Martti Pärssinen, Denise Schaan, and Alceu Ranzi, “Pre-Columbian Geometric Earthworks in the Upper Purus: A Complex Society in Western Amazonia,” Antiquity 83 (2009): 1084–1095.
Comissão Nacional da Verdade (CNV), Final Report, Volume II: Tematic Texts (December 2014).
A common practice used in the period of the military dictatorship was the emission of “negative certificates” to attest the inexistence of indigenous peoples in areas they traditionally inhabited and from which they had been evicted to open space for development projects.
Robert Pogue Harrison, Forests: the shadow of civilization (Chicago and London: University of Chicago Press, 1992).
Betty J. Meggers, Environmental Limitation on the Development of Culture, in: American Anthropologist, New Series, Vol. 56, No. 5, Part I (Oct, 1954).
My engagement with archaeology in Amazonia is informed by reading, interviewing, and talking with many protagonists of this generation, including Eduardo Neves, Michel Heckenberger, William Balée, and Stephen Rostain, to whom I am most grateful. Particularly important were the works of Heckenberger, The Ecology of Power (New York: Routledge, 2005); Balée, The Cultural Forests of Amazonia (Tuscaloosa: University of Alabama Press, 2013); and Eduardo Neves, Sob os tempos do equinócio: oito mil anos de história na Amazônia (Doctoral Thesis, Museum of Archeaology and Ethnology, University of Sao Paolo, 2012).
Philippe Descola, In the society of nature: a native ecology in Amazonia (Cambridge University Press, 1994).
William Miliken et all, Ethnobotany of the Waimiri Atroari Indians of Brazil, (Chicago and London: University of Chicago Press, 1992).
Ibid., Balée.
Ibid., Balée.
Philippe Descola, Beyond nature and culture (Chicago and London: University of Chicago Press, 2013).
Déborah Danowski and Eduardo Viveiros de Castro, “Is there any world to come?” e-flux →.

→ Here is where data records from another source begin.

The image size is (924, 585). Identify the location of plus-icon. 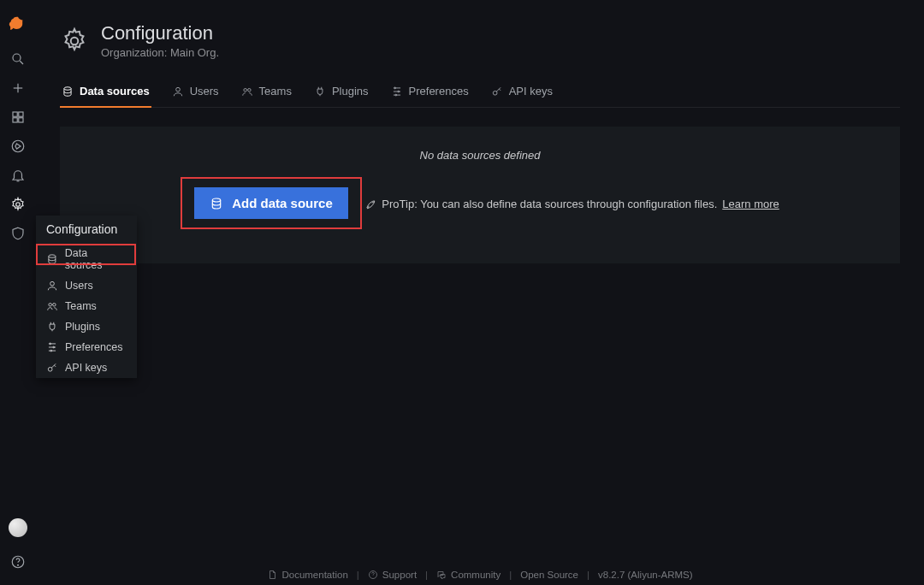
(18, 88).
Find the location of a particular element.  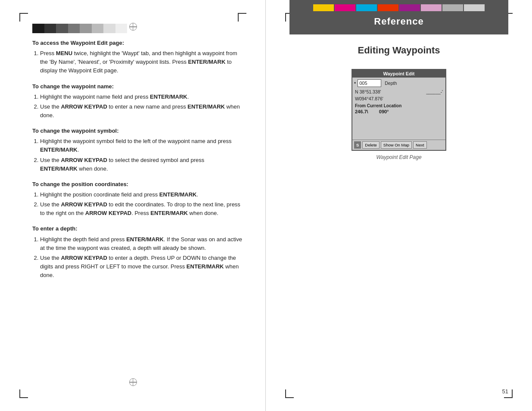

wp-coords: N 38°51.338' ______-' W094°47.876' is located at coordinates (399, 95).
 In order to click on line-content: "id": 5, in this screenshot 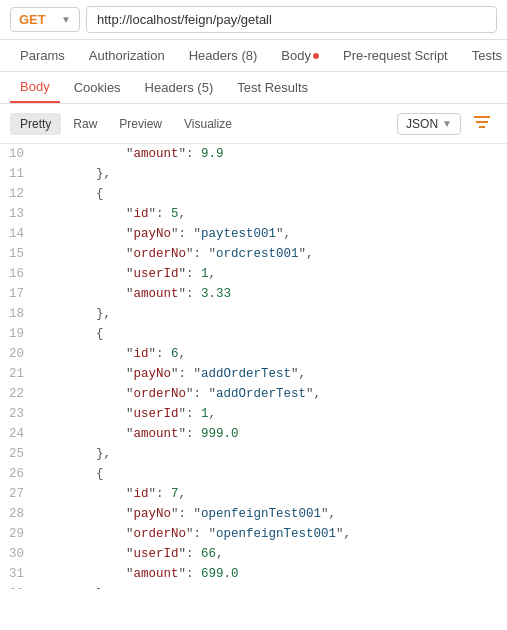, I will do `click(272, 214)`.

By the influence of Maori peoples activism, New Zealand courts recognized forestlands and rivers as legal persons. See Bryant Rousseau, “In New Zealand, Lands and Rivers can be people,” New York Times, (July 13, 2016) →; in Bolivia and Ecuador, countries where indigenous movements play an important role in national politics, the constitutional law considers nature as a subject of rights.
Karl Marx, “The Labour-Process and the Process of Producing Surplus-Value,” in Capital: A Critique of Political Economy, Volume 1 (London and New York: Penguin Books, 1990).
Ape Culture, eds. Anselm Franke and Hila Peleg (Leipzig: Spector Books, 2015).
Sarah Knapton, “Dolphins recorded having a conversation ‘just like two people’ for first time,” The Telegraph (11 Sept. 2016) →.
Kate Kelland, “Brainy Bees learn how to pull strings to get what they want,” Reuters (4 October 2016) →.
Sally McGrane, “German Forest Ranger Finds That Trees Have Social Networks, Too,” New York Times (Jan 2016) →.
Eduardo Kohn, How forests think: toward an anthropology beyond the human, (Berkeley: University of California Press, 2013).
“How Wolves Change Rivers,” Youtube →.
Superhumanity is a project by e-flux Architecture at the 3rd Istanbul Design Biennial, produced in cooperation with the Istanbul Design Biennial, the National Museum of Modern and Contemporary Art, Korea, the Govett-Brewster Art Gallery, New Zealand, and the Ernst Schering Foundation.
Subject
Superhumanity, a project by e-flux Architecture at the 3rd Istanbul Design Biennial, is produced in cooperation with the Istanbul Design Biennial, the National Museum of Modern and Contemporary Art, Korea, the Govett-Brewster Art Gallery, New Zealand, and the Ernst Schering Foundation.